OK; this should be interesting: http://www.sltrib.com/sltrib/home/50...itals.html.csp

Hospitals in pursuit of the perfect patient experience pin success on gains in patient survival, infection and readmission rates.

But measuring something as subjective as pain, and pain management, is a bit trickier.

For this reason, there are few tools to help nurses and other frontline health workers gauge and treat pain, much less drive hospital-wide improvements, said University of Utah nursing professor Susan Beck, who has set out to change that.

She and other researchers have developed a questionnaire to bring patients’ experiences to bear on pain care. Tested on different groups of hospital patients this year, the Pain Care Quality (PainCQ) survey confirmed pain is a common problem, Beck said. “Too many patients in our hospitals report having severe pain, and that’s not OK.”

Now Beck is joining with the University of Kansas to hone the survey and administer it to as many as 15,000 acute-care patients at 100 hospitals nationwide.
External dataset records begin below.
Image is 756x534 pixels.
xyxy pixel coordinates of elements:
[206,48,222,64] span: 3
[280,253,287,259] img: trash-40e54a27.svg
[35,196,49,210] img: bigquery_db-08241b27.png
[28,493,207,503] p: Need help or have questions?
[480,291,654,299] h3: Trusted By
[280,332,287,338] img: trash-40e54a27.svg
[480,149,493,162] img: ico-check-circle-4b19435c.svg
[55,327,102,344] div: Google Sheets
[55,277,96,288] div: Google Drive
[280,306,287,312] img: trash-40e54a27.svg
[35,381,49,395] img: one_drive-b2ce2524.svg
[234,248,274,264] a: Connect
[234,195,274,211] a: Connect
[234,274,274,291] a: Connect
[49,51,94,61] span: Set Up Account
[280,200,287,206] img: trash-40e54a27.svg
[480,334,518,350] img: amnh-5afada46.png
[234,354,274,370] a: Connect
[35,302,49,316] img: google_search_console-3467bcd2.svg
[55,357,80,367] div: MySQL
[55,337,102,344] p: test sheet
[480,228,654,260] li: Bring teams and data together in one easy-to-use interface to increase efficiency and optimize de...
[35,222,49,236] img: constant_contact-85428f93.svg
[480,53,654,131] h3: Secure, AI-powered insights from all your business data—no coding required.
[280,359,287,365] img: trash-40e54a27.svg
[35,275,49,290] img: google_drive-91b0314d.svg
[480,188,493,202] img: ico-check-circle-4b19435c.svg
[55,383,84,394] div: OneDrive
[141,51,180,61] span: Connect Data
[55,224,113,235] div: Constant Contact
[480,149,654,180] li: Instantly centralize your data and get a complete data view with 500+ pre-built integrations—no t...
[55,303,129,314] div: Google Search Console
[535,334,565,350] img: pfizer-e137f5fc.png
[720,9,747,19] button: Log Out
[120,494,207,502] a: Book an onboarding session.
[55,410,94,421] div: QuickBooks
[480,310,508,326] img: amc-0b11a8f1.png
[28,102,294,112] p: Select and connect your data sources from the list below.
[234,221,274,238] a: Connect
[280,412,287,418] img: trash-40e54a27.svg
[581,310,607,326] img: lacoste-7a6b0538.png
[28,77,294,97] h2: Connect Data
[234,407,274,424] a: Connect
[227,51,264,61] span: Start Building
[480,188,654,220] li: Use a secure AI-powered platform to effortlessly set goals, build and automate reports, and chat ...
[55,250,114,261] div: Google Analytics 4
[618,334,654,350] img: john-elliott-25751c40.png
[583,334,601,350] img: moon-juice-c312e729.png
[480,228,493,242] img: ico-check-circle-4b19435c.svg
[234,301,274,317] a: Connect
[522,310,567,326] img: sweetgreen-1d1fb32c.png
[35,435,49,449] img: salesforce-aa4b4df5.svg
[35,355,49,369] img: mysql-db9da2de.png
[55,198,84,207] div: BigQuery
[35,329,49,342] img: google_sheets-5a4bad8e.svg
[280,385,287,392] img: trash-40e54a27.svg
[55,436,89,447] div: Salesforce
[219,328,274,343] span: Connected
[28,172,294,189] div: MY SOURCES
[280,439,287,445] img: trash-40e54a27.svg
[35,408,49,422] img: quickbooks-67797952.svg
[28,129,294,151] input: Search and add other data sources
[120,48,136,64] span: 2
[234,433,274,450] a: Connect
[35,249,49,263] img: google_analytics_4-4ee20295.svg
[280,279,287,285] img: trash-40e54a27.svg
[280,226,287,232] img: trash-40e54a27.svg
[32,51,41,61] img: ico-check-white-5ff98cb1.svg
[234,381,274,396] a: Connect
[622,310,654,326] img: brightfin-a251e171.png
Researchers will use the National Database of Nursing Quality Indicators (NDNQI) to collect and manage the data.

The end goal: create a set of pain quality indicators and Web-based tool kit to guide nursing clinical practices.

The 18-month project is funded by a $300,000 grant from the Robert Wood Johnson Foundation.
“Every nursing unit will get their data, and we’ll target the lower-performing units for improvement,” said Beck.

“Nurses aren’t solely responsible for relieving patients’ pain. But they’re on the front line and have to be advocates for their patients.”